A high-performance, caching Git LFS server with an AWS S3 and local storage back-end.

Rudolfs is a self-hosted Git LFS server written in Rust, designed for internal networks where you control the S3 bucket and don't want to pay GitHub/GitLab per-GB LFS fees. It sits between your Git clients and S3, caching popular objects on local disk so repeated downloads don't hit S3. Target audience is teams running self-hosted Git (Gitea, Forgejo, etc.) with large binary assets.

The storage layer is genuinely well-designed — it's a composable middleware stack (cache → encrypt → verify → retry → s3) that you can read in `src/storage/` and actually understand. Corruption detection is automatic: SHA256 verification happens on every read, and corrupted cache entries are purged transparently without the client knowing. At-rest encryption via xchacha20 is a first-class feature, not an afterthought, and it applies to both cache and permanent storage. The Docker image is under 10MB, which means it deploys fast and doesn't carry dead weight.

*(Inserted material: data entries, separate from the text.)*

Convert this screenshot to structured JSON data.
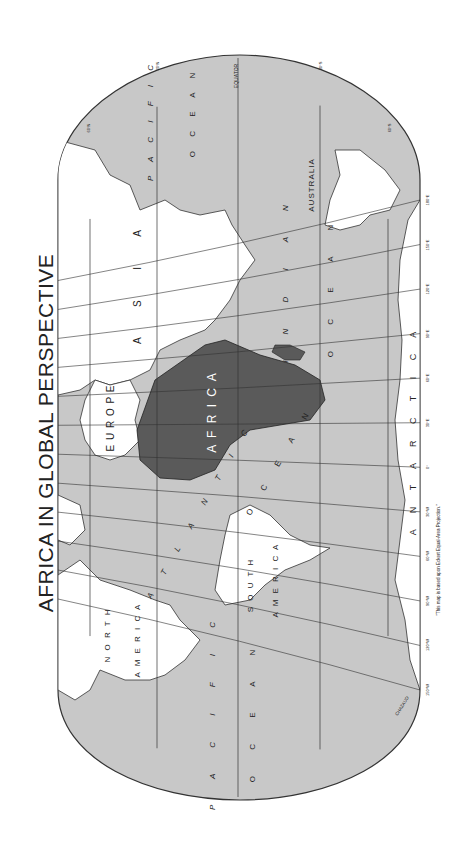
{
  "title": "AFRICA IN GLOBAL PERSPECTIVE",
  "footnote": "\"This map is based upon Eckert Equal-Area Projection.\"",
  "credit": "CHAZAUD",
  "colors": {
    "ocean": "#c8c8c8",
    "land": "#ffffff",
    "africa": "#5a5a5a",
    "lines": "#333333"
  },
  "latitude_labels": [
    "60°N",
    "30°N",
    "EQUATOR",
    "30°S",
    "60°S"
  ],
  "longitude_labels": [
    "150°W",
    "120°W",
    "90°W",
    "60°W",
    "30°W",
    "0°",
    "30°E",
    "60°E",
    "90°E",
    "120°E",
    "150°E",
    "180°E"
  ],
  "continents": {
    "africa": "A F R I C A",
    "europe": "E U R O P E",
    "asia": "A S I A",
    "north_america_1": "N O R T H",
    "north_america_2": "A M E R I C A",
    "south_america_1": "S O U T H",
    "south_america_2": "A M E R I C A",
    "australia": "AUSTRALIA",
    "antarctica": "A N T A R C T I C A"
  },
  "oceans": {
    "pacific_top_1": "P A C I F I C",
    "pacific_top_2": "O C E A N",
    "indian_1": "I N D I A N",
    "indian_2": "O C E A N",
    "atlantic_1": "A T L A N T I C",
    "atlantic_2": "O C E A N",
    "pacific_bottom_1": "P A C I F I C",
    "pacific_bottom_2": "O C E A N"
  }
}
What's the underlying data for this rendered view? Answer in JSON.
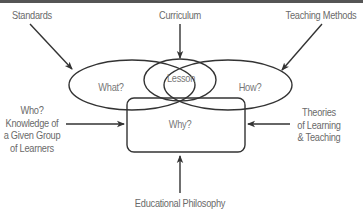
{
  "diagram": {
    "title": "",
    "inputs": {
      "standards": "Standards",
      "curriculum": "Curriculum",
      "teaching_methods": "Teaching Methods",
      "who": [
        "Who?",
        "Knowledge of",
        "a Given Group",
        "of Learners"
      ],
      "theories": [
        "Theories",
        "of Learning",
        "& Teaching"
      ],
      "philosophy": "Educational Philosophy"
    },
    "nodes": {
      "what": "What?",
      "lesson": "Lesson",
      "how": "How?",
      "why": "Why?"
    },
    "edges": [
      {
        "from": "Standards",
        "to": "What?"
      },
      {
        "from": "Curriculum",
        "to": "Lesson"
      },
      {
        "from": "Teaching Methods",
        "to": "How?"
      },
      {
        "from": "Who? Knowledge of a Given Group of Learners",
        "to": "Why?"
      },
      {
        "from": "Theories of Learning & Teaching",
        "to": "Why?"
      },
      {
        "from": "Educational Philosophy",
        "to": "Why?"
      }
    ],
    "colors": {
      "line": "#333333",
      "text": "#6a6a6a",
      "top_border": "#555555"
    }
  }
}
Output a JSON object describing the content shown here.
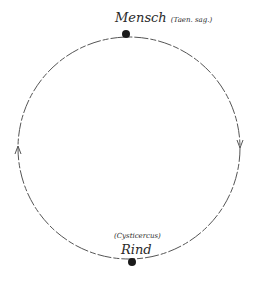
{
  "diagram": {
    "type": "cycle",
    "nodes": [
      {
        "id": "top",
        "label": "Mensch",
        "sublabel": "(Taen. sag.)"
      },
      {
        "id": "bottom",
        "label": "Rind",
        "sublabel": "(Cysticercus)"
      }
    ],
    "edges": [
      {
        "from": "top",
        "to": "bottom",
        "side": "right",
        "direction": "down"
      },
      {
        "from": "bottom",
        "to": "top",
        "side": "left",
        "direction": "up"
      }
    ],
    "colors": {
      "line": "#555555",
      "dot": "#1a1a1a",
      "text": "#2a2a2a"
    }
  }
}
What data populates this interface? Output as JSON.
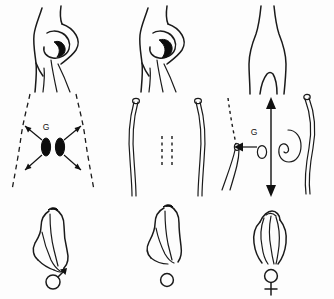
{
  "figure": {
    "background_color": "#fdfdfd",
    "ink_color": "#1a1a1a",
    "columns": [
      {
        "id": "male",
        "label": "Male pathway"
      },
      {
        "id": "indifferent",
        "label": "Indifferent / neuter pathway"
      },
      {
        "id": "female",
        "label": "Female pathway"
      }
    ],
    "rows": [
      {
        "id": "body",
        "label": "Body form / torso"
      },
      {
        "id": "gonad",
        "label": "Gonads and ducts"
      },
      {
        "id": "genitalia",
        "label": "External genitalia"
      }
    ]
  },
  "panels": {
    "top_left": {
      "name": "torso-developed-left",
      "description": "Torso in profile with developed breast and dark nipple shading"
    },
    "top_middle": {
      "name": "torso-developed-middle",
      "description": "Torso in profile with developed breast and dark nipple shading"
    },
    "top_right": {
      "name": "torso-flat-right",
      "description": "Flat undeveloped torso in profile without breast"
    },
    "middle_left": {
      "name": "gonads-radiating",
      "gonad_label": "G",
      "description": "Dashed body outline with two dark gonads and four arrows radiating outward",
      "arrow_count": 4,
      "gonad_count": 2,
      "outline_style": "dashed"
    },
    "middle_middle": {
      "name": "ducts-paired",
      "description": "Two curved ducts with open terminal circles and a central dashed midline",
      "duct_count": 2,
      "midline_style": "dashed",
      "dash_columns": 2
    },
    "middle_right": {
      "name": "gonad-migration",
      "gonad_label": "G",
      "description": "Dashed left duct, solid right duct, vertical double-headed arrow and a leftward arrow beside a small oval and a bean-shaped gonad",
      "vertical_arrow": "double-headed",
      "lateral_arrow": "left"
    },
    "bottom_left": {
      "name": "genitalia-male",
      "symbol": "male",
      "symbol_glyph": "♂",
      "description": "External genitalia outline with male Mars symbol below"
    },
    "bottom_middle": {
      "name": "genitalia-indifferent",
      "symbol": "neuter",
      "symbol_glyph": "○",
      "description": "External genitalia outline with plain circle symbol below"
    },
    "bottom_right": {
      "name": "genitalia-female",
      "symbol": "female",
      "symbol_glyph": "♀",
      "description": "External genitalia outline with female Venus symbol below"
    }
  },
  "labels": {
    "gonad_left": "G",
    "gonad_right": "G"
  },
  "colors": {
    "ink": "#1a1a1a",
    "fill_dark": "#0d0d0d",
    "background": "#fdfdfd",
    "arrow": "#111111"
  }
}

No authentication at all — the README explicitly calls this out as a non-feature, which is honest but means you cannot expose this to the internet without a reverse proxy doing auth (basic auth, mTLS, OAuth proxy, etc.). Encryption key management is manual and unforgiving: change the key once and every existing LFS object becomes garbage with no migration path. The project hasn't seen a release since 2023 even though commits trickle in, so you're essentially adopting it as-is. MinIO is listed as a deployment option but the S3 backend hardcodes AWS SDK assumptions that can cause friction with S3-compatible endpoints.